(Screenshot grounding data)
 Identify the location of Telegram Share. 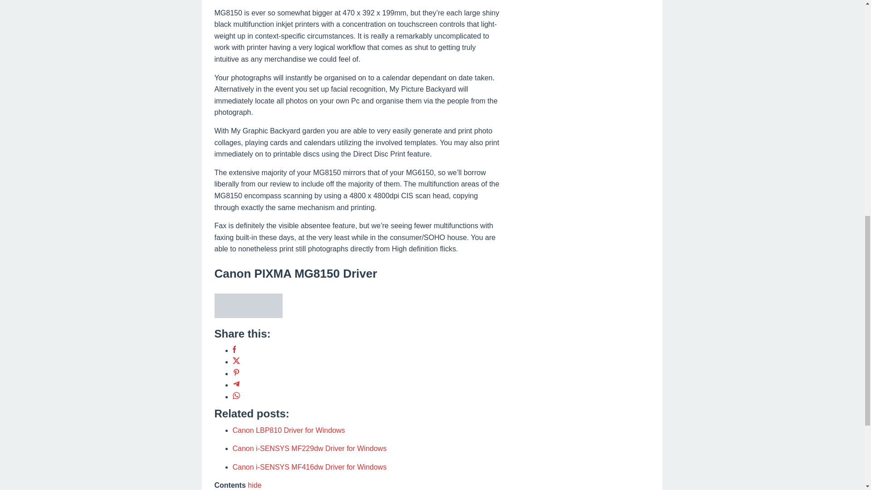
(236, 385).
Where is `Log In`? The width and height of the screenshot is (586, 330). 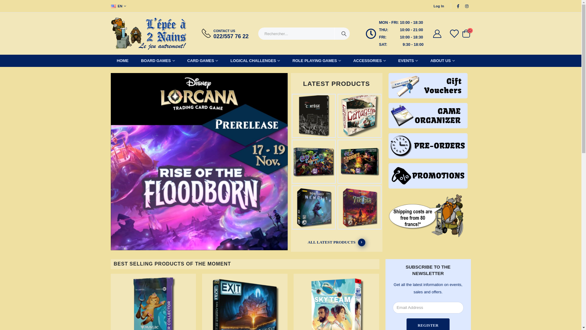 Log In is located at coordinates (439, 6).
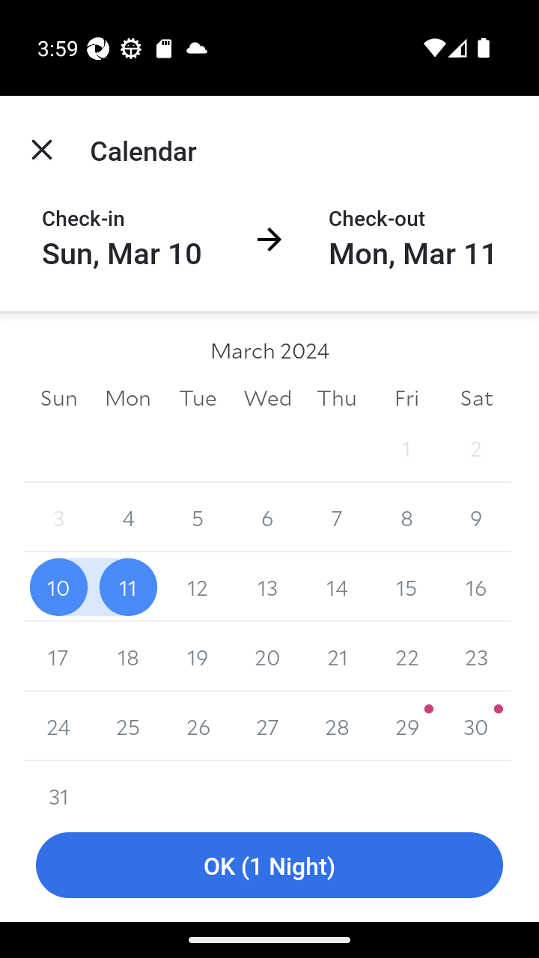  What do you see at coordinates (406, 587) in the screenshot?
I see `15 15 March 2024` at bounding box center [406, 587].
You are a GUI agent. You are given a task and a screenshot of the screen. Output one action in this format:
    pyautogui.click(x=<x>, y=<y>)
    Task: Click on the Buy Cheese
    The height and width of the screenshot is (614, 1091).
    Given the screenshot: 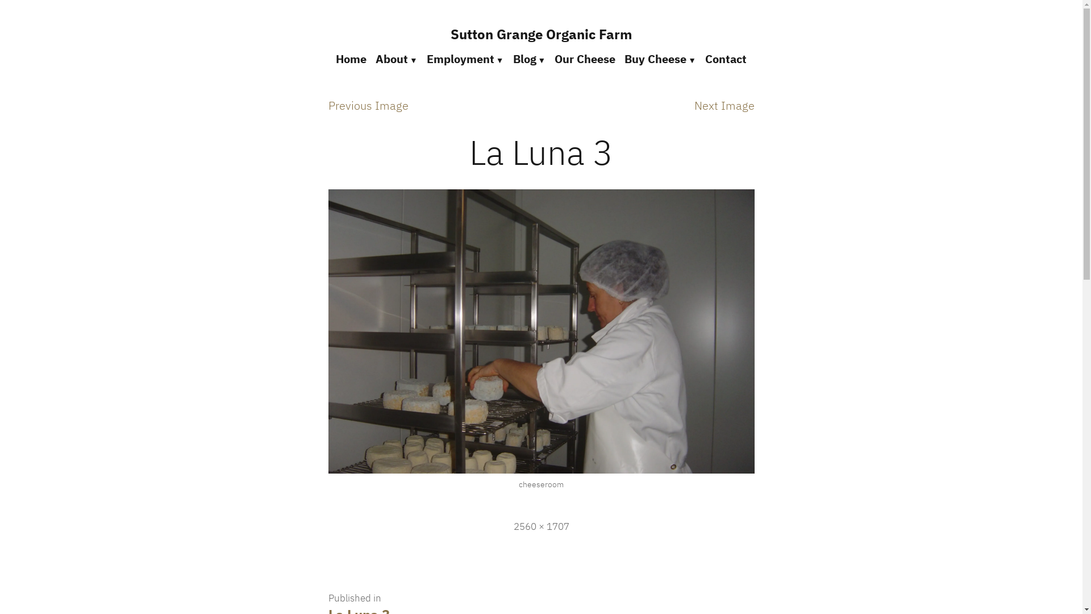 What is the action you would take?
    pyautogui.click(x=661, y=60)
    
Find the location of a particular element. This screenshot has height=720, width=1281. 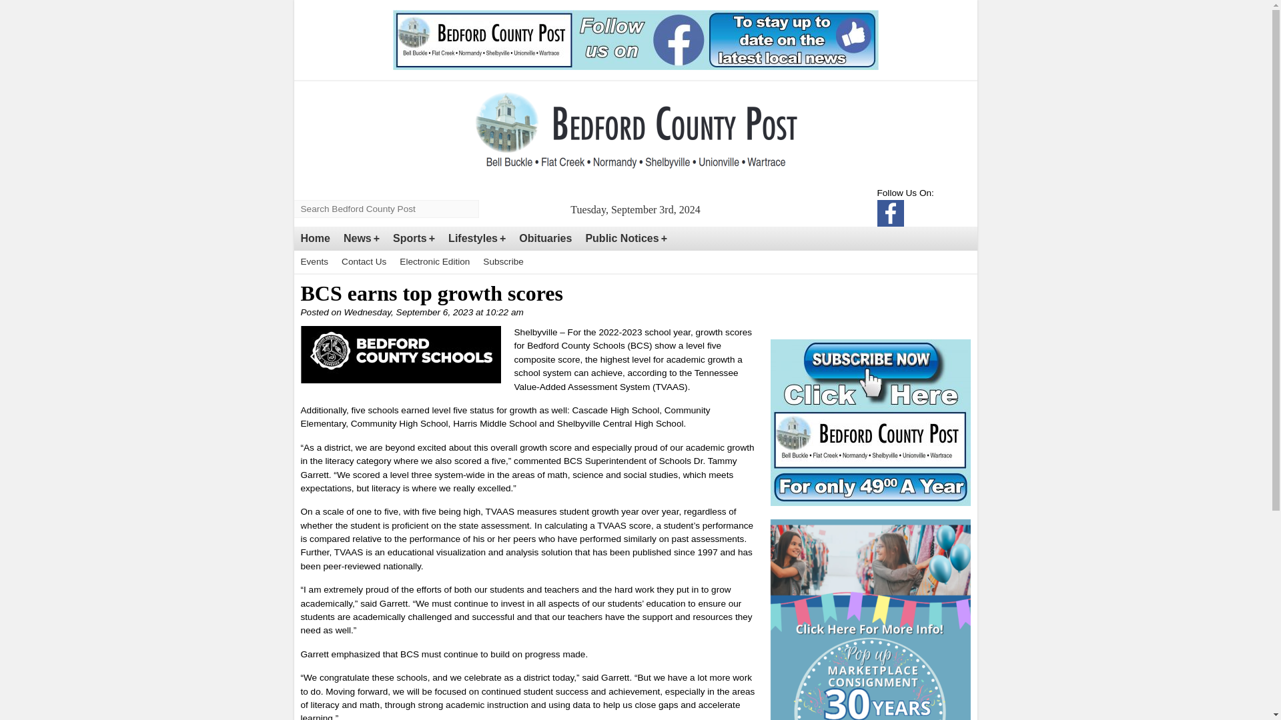

News is located at coordinates (362, 239).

◆ TASK DESCRIPTION ◆
Set down word for word every line from the line containing "Find the location" through the last line of the entries, and nothing more; no pictures.

◆ SOLUTION ◆
Find the location of a particular element. This screenshot has height=720, width=1281. 

News is located at coordinates (362, 239).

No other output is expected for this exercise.